Friday, January 11, 2013

3 more useful questions to ask than, "What's your passion?"




These days, everybody's got their passion, and every employer wants their employees to be passionate about their jobs. When there's so much pressure to feel passionately about something, how can you really know what that something is? 


The problem with passion is that the word is too general. It's difficult to operationalize and easy to misuse. You might say you're passionate about something when really you're only moderately interested. I'm moderately interested in information visualization, but I'm not passionate about it. The word "passion" describes the goal you want to achieve, but doesn't help you diagnose how to get there. 

Here's my best shot at operationalizing the term. Imagine it's December 28. You're on vacation, holiday stress has somewhat faded, and you have taken care of your pressing commitments. You just want to do something you enjoy. What would you do?  More generally, what do you do when you have nothing else to do?

Here's another approach. Doing something because you're passionate about it is another way of saying  you would stick to your passion despite obstacles. So what would you skip dinner for? What will do even if you're tired and hungry? What activities so absorb you that you might fall asleep doing them? (No, sex doesn't count. That kind of passion is for another post). In what activities do you experience a sensation of flow? 

Or consider your senses: taste, touch, smell, vision, hearing, proprioception (our sense of our own bodies) and empathy (our sense of other peoples' states of mind).  In what modalities do you feel especially sensitive or receptive? How do your special receptivities relate to the activities you identified before? 

I hope this helps you identify the concrete activities that might make up your passions. If thinking about passion doesn't help, try something and see how it feels. Let me know. 




1 comment:

Molly E. Moses said...

I find the second question-set helpful--since what I do when I don't have other things to do isn't always what I most want to do! The things I'd skip meals happily/obsessively for are a more noble group of activities.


• **Your instructions**:
Write out every record below exactly as given. Leave the pictures out.

• **Given information**:
○ ○ ○ ○ ○ ○ ○

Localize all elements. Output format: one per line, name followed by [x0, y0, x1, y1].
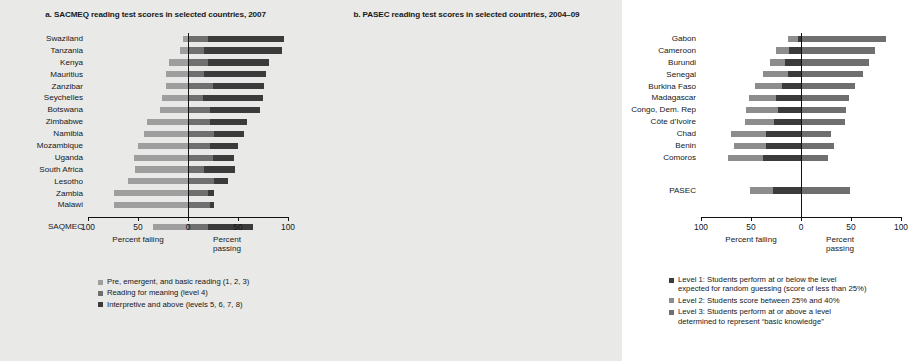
panel-sacmeq: a. SACMEQ reading test scores in selecte…	[0, 0, 311, 361]
bar-segment	[776, 47, 789, 53]
bar-segment	[801, 155, 828, 161]
x-axis-tick	[901, 217, 902, 221]
bar-segment	[203, 95, 263, 101]
x-axis-tick-label: 50	[846, 222, 855, 232]
bar-segment	[169, 59, 188, 65]
bar-segment	[188, 178, 214, 184]
legend-label-line: Interpretive and above (levels 5, 6, 7, …	[107, 300, 308, 309]
bar-segment	[728, 155, 763, 161]
stacked-bar[interactable]	[147, 119, 247, 125]
legend-swatch-icon	[669, 278, 674, 283]
bar-segment	[734, 143, 766, 149]
bar-segment	[160, 107, 188, 113]
panel-b-plot: GabonCameroonBurundiSenegalBurkina FasoM…	[701, 33, 901, 217]
legend-item[interactable]: Level 2: Students score between 25% and …	[669, 296, 913, 305]
x-axis-tick-label: 50	[233, 222, 242, 232]
bar-segment	[746, 107, 778, 113]
legend-item[interactable]: Reading for meaning (level 4)	[98, 288, 308, 297]
x-axis-tick	[138, 217, 139, 221]
x-axis-tick-label: 0	[799, 222, 804, 232]
stacked-bar[interactable]	[728, 155, 828, 161]
bar-segment	[188, 143, 210, 149]
legend-label: Level 1: Students perform at or below th…	[678, 275, 913, 294]
stacked-bar[interactable]	[169, 59, 269, 65]
zero-line	[188, 33, 189, 217]
stacked-bar[interactable]	[114, 202, 214, 208]
legend-label: Pre, emergent, and basic reading (1, 2, …	[107, 277, 308, 286]
x-axis-tick	[701, 217, 702, 221]
stacked-bar[interactable]	[183, 36, 284, 42]
bar-segment	[135, 166, 188, 172]
x-axis-tick	[851, 217, 852, 221]
stacked-bar[interactable]	[746, 107, 846, 113]
stacked-bar[interactable]	[144, 131, 244, 137]
stacked-bar[interactable]	[749, 95, 849, 101]
panel-a-title: a. SACMEQ reading test scores in selecte…	[0, 10, 311, 19]
category-label: Zimbabwe	[13, 116, 83, 128]
category-label: Mozambique	[13, 140, 83, 152]
category-label: Burundi	[614, 57, 696, 69]
category-label: Senegal	[614, 69, 696, 81]
legend-item[interactable]: Level 3: Students perform at or above a …	[669, 307, 913, 326]
bar-segment	[208, 224, 253, 230]
bar-segment	[801, 143, 834, 149]
bar-segment	[731, 131, 766, 137]
legend-item[interactable]: Pre, emergent, and basic reading (1, 2, …	[98, 277, 308, 286]
stacked-bar[interactable]	[128, 178, 228, 184]
stacked-bar[interactable]	[731, 131, 831, 137]
stacked-bar[interactable]	[755, 83, 855, 89]
stacked-bar[interactable]	[180, 47, 282, 53]
stacked-bar[interactable]	[734, 143, 834, 149]
stacked-bar[interactable]	[134, 155, 234, 161]
x-axis-tick	[188, 217, 189, 221]
category-label: Lesotho	[13, 176, 83, 188]
category-label: Botswana	[13, 104, 83, 116]
bar-segment	[188, 224, 208, 230]
x-axis-tick-label: 100	[694, 222, 708, 232]
category-label: Madagascar	[614, 92, 696, 104]
bar-segment	[770, 59, 785, 65]
stacked-bar[interactable]	[770, 59, 869, 65]
bar-segment	[778, 107, 801, 113]
bar-segment	[114, 190, 188, 196]
category-label: Uganda	[13, 152, 83, 164]
bar-segment	[188, 107, 210, 113]
stacked-bar[interactable]	[750, 187, 850, 193]
bar-segment	[210, 119, 247, 125]
stacked-bar[interactable]	[776, 47, 875, 53]
bar-segment	[162, 95, 188, 101]
bar-segment	[801, 71, 863, 77]
stacked-bar[interactable]	[166, 83, 264, 89]
x-axis-tick	[801, 217, 802, 221]
bar-segment	[188, 155, 213, 161]
stacked-bar[interactable]	[135, 166, 235, 172]
bar-segment	[214, 178, 228, 184]
bar-segment	[138, 143, 188, 149]
stacked-bar[interactable]	[745, 119, 845, 125]
stacked-bar[interactable]	[166, 71, 266, 77]
category-label: Cameroon	[614, 45, 696, 57]
stacked-bar[interactable]	[160, 107, 260, 113]
legend-item[interactable]: Level 1: Students perform at or below th…	[669, 275, 913, 294]
stacked-bar[interactable]	[114, 190, 214, 196]
bar-segment	[785, 59, 801, 65]
stacked-bar[interactable]	[162, 95, 263, 101]
bar-segment	[749, 95, 776, 101]
bar-segment	[801, 131, 831, 137]
bar-segment	[210, 107, 260, 113]
stacked-bar[interactable]	[788, 36, 886, 42]
bar-segment	[188, 131, 214, 137]
x-axis-tick-label: 100	[281, 222, 295, 232]
bar-segment	[204, 47, 282, 53]
stacked-bar[interactable]	[763, 71, 863, 77]
bar-segment	[188, 36, 208, 42]
bar-segment	[134, 155, 188, 161]
legend-item[interactable]: Interpretive and above (levels 5, 6, 7, …	[98, 300, 308, 309]
bar-segment	[208, 59, 269, 65]
x-axis-tick-label: 0	[186, 222, 191, 232]
bar-segment	[766, 143, 801, 149]
bar-segment	[213, 155, 234, 161]
bar-segment	[188, 202, 210, 208]
category-label: PASEC	[614, 185, 696, 197]
x-axis-tick-label: 100	[894, 222, 908, 232]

○ ○ ○ ○ ○ ○ ○

• **The answer**:
Localize all elements. Output format: one per line, name followed by [x0, y0, x1, y1].
panel-sacmeq: a. SACMEQ reading test scores in selecte…	[0, 0, 311, 361]
bar-segment	[776, 47, 789, 53]
bar-segment	[801, 155, 828, 161]
x-axis-tick	[901, 217, 902, 221]
bar-segment	[203, 95, 263, 101]
x-axis-tick-label: 50	[846, 222, 855, 232]
bar-segment	[169, 59, 188, 65]
bar-segment	[188, 178, 214, 184]
legend-label-line: Interpretive and above (levels 5, 6, 7, …	[107, 300, 308, 309]
bar-segment	[728, 155, 763, 161]
stacked-bar[interactable]	[147, 119, 247, 125]
legend-swatch-icon	[669, 278, 674, 283]
bar-segment	[734, 143, 766, 149]
bar-segment	[160, 107, 188, 113]
panel-b-plot: GabonCameroonBurundiSenegalBurkina FasoM…	[701, 33, 901, 217]
legend-item[interactable]: Level 2: Students score between 25% and …	[669, 296, 913, 305]
x-axis-tick-label: 50	[233, 222, 242, 232]
bar-segment	[746, 107, 778, 113]
legend-item[interactable]: Reading for meaning (level 4)	[98, 288, 308, 297]
x-axis-tick	[138, 217, 139, 221]
x-axis-tick-label: 0	[799, 222, 804, 232]
stacked-bar[interactable]	[728, 155, 828, 161]
bar-segment	[188, 143, 210, 149]
legend-label: Level 1: Students perform at or below th…	[678, 275, 913, 294]
stacked-bar[interactable]	[169, 59, 269, 65]
zero-line	[188, 33, 189, 217]
stacked-bar[interactable]	[114, 202, 214, 208]
legend-label: Pre, emergent, and basic reading (1, 2, …	[107, 277, 308, 286]
x-axis-tick	[701, 217, 702, 221]
stacked-bar[interactable]	[183, 36, 284, 42]
bar-segment	[135, 166, 188, 172]
x-axis-tick	[851, 217, 852, 221]
stacked-bar[interactable]	[746, 107, 846, 113]
stacked-bar[interactable]	[144, 131, 244, 137]
stacked-bar[interactable]	[749, 95, 849, 101]
panel-a-title: a. SACMEQ reading test scores in selecte…	[0, 10, 311, 19]
category-label: Zimbabwe	[13, 116, 83, 128]
category-label: Mozambique	[13, 140, 83, 152]
category-label: Burundi	[614, 57, 696, 69]
category-label: Senegal	[614, 69, 696, 81]
legend-item[interactable]: Level 3: Students perform at or above a …	[669, 307, 913, 326]
bar-segment	[208, 224, 253, 230]
bar-segment	[801, 143, 834, 149]
bar-segment	[731, 131, 766, 137]
legend-item[interactable]: Pre, emergent, and basic reading (1, 2, …	[98, 277, 308, 286]
stacked-bar[interactable]	[128, 178, 228, 184]
stacked-bar[interactable]	[731, 131, 831, 137]
stacked-bar[interactable]	[755, 83, 855, 89]
stacked-bar[interactable]	[180, 47, 282, 53]
stacked-bar[interactable]	[734, 143, 834, 149]
stacked-bar[interactable]	[134, 155, 234, 161]
x-axis-tick	[188, 217, 189, 221]
category-label: Lesotho	[13, 176, 83, 188]
category-label: Botswana	[13, 104, 83, 116]
bar-segment	[188, 224, 208, 230]
x-axis-tick-label: 100	[694, 222, 708, 232]
category-label: Madagascar	[614, 92, 696, 104]
bar-segment	[770, 59, 785, 65]
stacked-bar[interactable]	[770, 59, 869, 65]
bar-segment	[778, 107, 801, 113]
bar-segment	[114, 190, 188, 196]
category-label: Uganda	[13, 152, 83, 164]
bar-segment	[188, 107, 210, 113]
stacked-bar[interactable]	[750, 187, 850, 193]
bar-segment	[210, 119, 247, 125]
stacked-bar[interactable]	[776, 47, 875, 53]
bar-segment	[162, 95, 188, 101]
bar-segment	[801, 71, 863, 77]
stacked-bar[interactable]	[166, 83, 264, 89]
x-axis-tick	[801, 217, 802, 221]
bar-segment	[188, 155, 213, 161]
stacked-bar[interactable]	[135, 166, 235, 172]
bar-segment	[214, 178, 228, 184]
bar-segment	[138, 143, 188, 149]
stacked-bar[interactable]	[745, 119, 845, 125]
stacked-bar[interactable]	[166, 71, 266, 77]
category-label: Cameroon	[614, 45, 696, 57]
stacked-bar[interactable]	[160, 107, 260, 113]
legend-item[interactable]: Level 1: Students perform at or below th…	[669, 275, 913, 294]
stacked-bar[interactable]	[114, 190, 214, 196]
bar-segment	[785, 59, 801, 65]
stacked-bar[interactable]	[162, 95, 263, 101]
bar-segment	[749, 95, 776, 101]
bar-segment	[801, 131, 831, 137]
bar-segment	[210, 107, 260, 113]
stacked-bar[interactable]	[788, 36, 886, 42]
bar-segment	[188, 131, 214, 137]
x-axis-tick-label: 100	[281, 222, 295, 232]
bar-segment	[204, 47, 282, 53]
stacked-bar[interactable]	[763, 71, 863, 77]
bar-segment	[188, 36, 208, 42]
bar-segment	[134, 155, 188, 161]
legend-item[interactable]: Interpretive and above (levels 5, 6, 7, …	[98, 300, 308, 309]
bar-segment	[208, 59, 269, 65]
x-axis-tick-label: 0	[186, 222, 191, 232]
bar-segment	[766, 143, 801, 149]
bar-segment	[213, 155, 234, 161]
bar-segment	[188, 202, 210, 208]
category-label: PASEC	[614, 185, 696, 197]
x-axis-tick-label: 100	[894, 222, 908, 232]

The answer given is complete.